Taste and Limbo stood out for their distinct visual appeal. Indeed, it’s fair to say there was nothing quite like Taste at the festival: a stunningly photographed blend of fantasy and reality that’s also a rumination on colonialism and the primal nature of being. Meanwhile, Cheang Soi’s Limbo is a throwback Category III Hong Kong thriller that may not always feel cohesive, but it’s never anything less than stylish.

A thread of young women coming of age ran through Kwon Min-pyo and Seo Han-sol’s Short Vacation and Han Shuai’s Summer Blur. In the former, there’s some vague Daigo Matsui vibes (think Our Huff and Puff Journey) as a group of young girls travel to the countryside to photograph the end of the world. Yet what is has in ambition it lacks in focus. On the other hand, Han’s film takes a minimalist approach to show the perspective of a young girl facing major life moments.

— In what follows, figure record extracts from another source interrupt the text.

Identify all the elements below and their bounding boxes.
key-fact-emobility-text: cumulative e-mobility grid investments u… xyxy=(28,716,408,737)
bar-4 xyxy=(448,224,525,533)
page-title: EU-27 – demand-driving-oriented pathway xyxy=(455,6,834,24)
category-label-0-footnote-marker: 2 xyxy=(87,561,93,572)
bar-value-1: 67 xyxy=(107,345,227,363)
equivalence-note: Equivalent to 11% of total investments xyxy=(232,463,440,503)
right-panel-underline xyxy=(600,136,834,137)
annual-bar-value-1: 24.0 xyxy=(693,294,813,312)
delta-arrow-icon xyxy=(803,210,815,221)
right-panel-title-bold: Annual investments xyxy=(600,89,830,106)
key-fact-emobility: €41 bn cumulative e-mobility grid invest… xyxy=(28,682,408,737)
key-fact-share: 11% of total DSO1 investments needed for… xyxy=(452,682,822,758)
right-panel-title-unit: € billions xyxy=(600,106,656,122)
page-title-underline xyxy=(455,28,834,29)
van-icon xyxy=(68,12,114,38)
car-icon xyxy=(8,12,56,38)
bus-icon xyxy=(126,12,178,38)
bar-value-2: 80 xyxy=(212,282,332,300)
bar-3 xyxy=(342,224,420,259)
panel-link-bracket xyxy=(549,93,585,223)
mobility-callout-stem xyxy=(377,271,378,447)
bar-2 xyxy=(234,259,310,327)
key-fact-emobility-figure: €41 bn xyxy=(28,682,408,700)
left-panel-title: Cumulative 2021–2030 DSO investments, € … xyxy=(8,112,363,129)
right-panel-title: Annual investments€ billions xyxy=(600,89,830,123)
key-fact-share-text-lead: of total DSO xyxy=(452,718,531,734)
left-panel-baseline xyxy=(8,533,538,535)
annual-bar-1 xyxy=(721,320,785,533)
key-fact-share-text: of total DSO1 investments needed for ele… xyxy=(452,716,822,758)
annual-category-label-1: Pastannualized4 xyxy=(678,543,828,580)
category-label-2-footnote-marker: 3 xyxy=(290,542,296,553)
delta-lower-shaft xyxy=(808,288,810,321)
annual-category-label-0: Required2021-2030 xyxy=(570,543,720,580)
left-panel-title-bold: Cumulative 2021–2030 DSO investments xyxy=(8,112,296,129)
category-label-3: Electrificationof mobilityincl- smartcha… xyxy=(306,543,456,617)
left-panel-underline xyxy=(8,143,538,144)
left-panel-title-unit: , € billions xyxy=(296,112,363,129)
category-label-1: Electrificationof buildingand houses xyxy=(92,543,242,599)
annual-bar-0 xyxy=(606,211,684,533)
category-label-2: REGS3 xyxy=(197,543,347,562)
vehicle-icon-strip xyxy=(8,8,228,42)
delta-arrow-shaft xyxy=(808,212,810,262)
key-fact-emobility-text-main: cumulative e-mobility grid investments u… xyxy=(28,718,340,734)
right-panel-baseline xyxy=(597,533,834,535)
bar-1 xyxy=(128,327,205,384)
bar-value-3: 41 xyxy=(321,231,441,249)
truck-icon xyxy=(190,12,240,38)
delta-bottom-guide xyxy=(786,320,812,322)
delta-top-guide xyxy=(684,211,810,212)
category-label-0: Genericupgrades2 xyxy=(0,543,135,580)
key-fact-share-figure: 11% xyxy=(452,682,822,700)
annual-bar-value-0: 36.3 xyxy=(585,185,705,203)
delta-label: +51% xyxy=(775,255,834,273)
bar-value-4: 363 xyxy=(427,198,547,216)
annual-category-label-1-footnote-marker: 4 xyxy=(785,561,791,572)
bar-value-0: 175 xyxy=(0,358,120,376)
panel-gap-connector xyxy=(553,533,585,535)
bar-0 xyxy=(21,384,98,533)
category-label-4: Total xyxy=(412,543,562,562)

Yujiro Harumoto’s A Balance intriguingly multi-layered character piece, with many strands that touch on some real and still unresolved issues in Japanese society. While it doesn’t hit all of its many marks, it remains a solid character piece for a filmmaker and marks him as someone to continue watching.

The shortest but certainly not the least of the Asian cinema offerings was Day is Done. Acting as a kind of follow-up to Summer is Gone (2016), with the same cast and characters several years on, Zhang Dalei’s short film sees the filmmaker return to his home town to capture a season’s worth of familial emotion in a compressed space.

Gems and favourites

As with any festival, there’s always a bunch of films that you didn’t plan on seeing going in, but wind up being some of your favourites on the way out. Benedek Fliegauf’s Forest I See You Everywhere is one such film. Filled with seven stories shot in a “micro-realist style,” some naturally work better than others. Yet when it fires — including a passionate Gandalf versus religion argument between mother and son — it’s an intense and engaging series of conversations.

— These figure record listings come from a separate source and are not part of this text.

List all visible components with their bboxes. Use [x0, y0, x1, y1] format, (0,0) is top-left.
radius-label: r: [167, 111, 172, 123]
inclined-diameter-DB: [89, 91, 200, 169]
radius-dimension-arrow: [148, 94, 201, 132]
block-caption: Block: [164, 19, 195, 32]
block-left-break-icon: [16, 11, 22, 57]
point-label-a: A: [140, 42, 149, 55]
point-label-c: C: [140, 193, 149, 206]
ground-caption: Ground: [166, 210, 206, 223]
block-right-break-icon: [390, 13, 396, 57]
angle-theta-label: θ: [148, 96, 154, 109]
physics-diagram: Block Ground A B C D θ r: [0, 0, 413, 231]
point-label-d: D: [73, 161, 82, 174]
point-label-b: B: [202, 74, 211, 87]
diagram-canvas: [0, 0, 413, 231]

In Germany’s The Girl and the Spider, the Zürcher brothers have bottled the uncertainty of moving house and magnified it several times in a psychological drama. On the other end of the scale is it’s American cousin The Scary of Sixty-First, a post-Jeffrey Epstein thriller from Dasha Nekrasova that’s similarly confined to an apartment. As both films take their cues from 1970s thriller kings Nicolas Roeg and Roman Polanski, they kind of make for a weird double feature.

The Girl and the Spider (© Beauvoir Films)
Image © Beauvoir Films

What Do We See When We Look at the Sky takes the magical realism of two lovers cursed to change appearance each morning and exposes the everyday wonders of a town in Georgia. Meanwhile, Switzerland’s La Mif (The Fam) — winner of the Generation 14plus Grand Prix — is intense, intimate, raw and just very good at what it set out to do. Some might argue that it goes a little long, but it could have just as happily gone on twice as long and I would have been as captivated by its rhythm.

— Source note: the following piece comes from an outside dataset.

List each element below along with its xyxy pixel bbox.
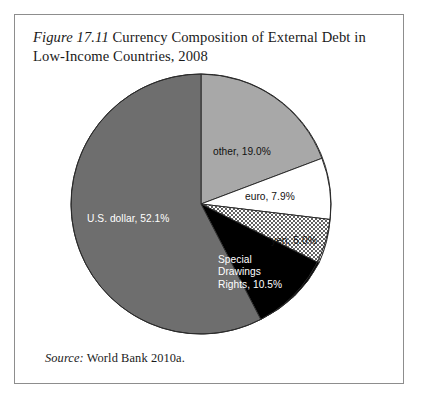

Nanu Tudor, Olga Lucovnicova’s deceptively quiet film in which women confront the titular uncle about past trauma, is a devastating, powerful and confrontational short. It’s easy to see why this won the Golden Bear for short film. 

Tina Turner should never be last or least, which is why the documentary Tina is simply the best. A document of an eventful life and career, from filmmakers Dan Lindsay and T.J. Martin (LA 92), it covers a life Turner described perfectly in a 1985 interview: “I’m a girl from a cotton field that pulled myself above what was not taught to me.” As the film closes out with ‘The Best,’ it’s hard to disagree with one of the great survivors and entertainers of our time.

The Berlinale will return for the general public on 9-20 June 2021 for the Berlinale Summer Special. Full coverage, lists and ongoing reviews from our festival coverage can be found at my Berlinale 2021 festival portal and on my Letterboxd list.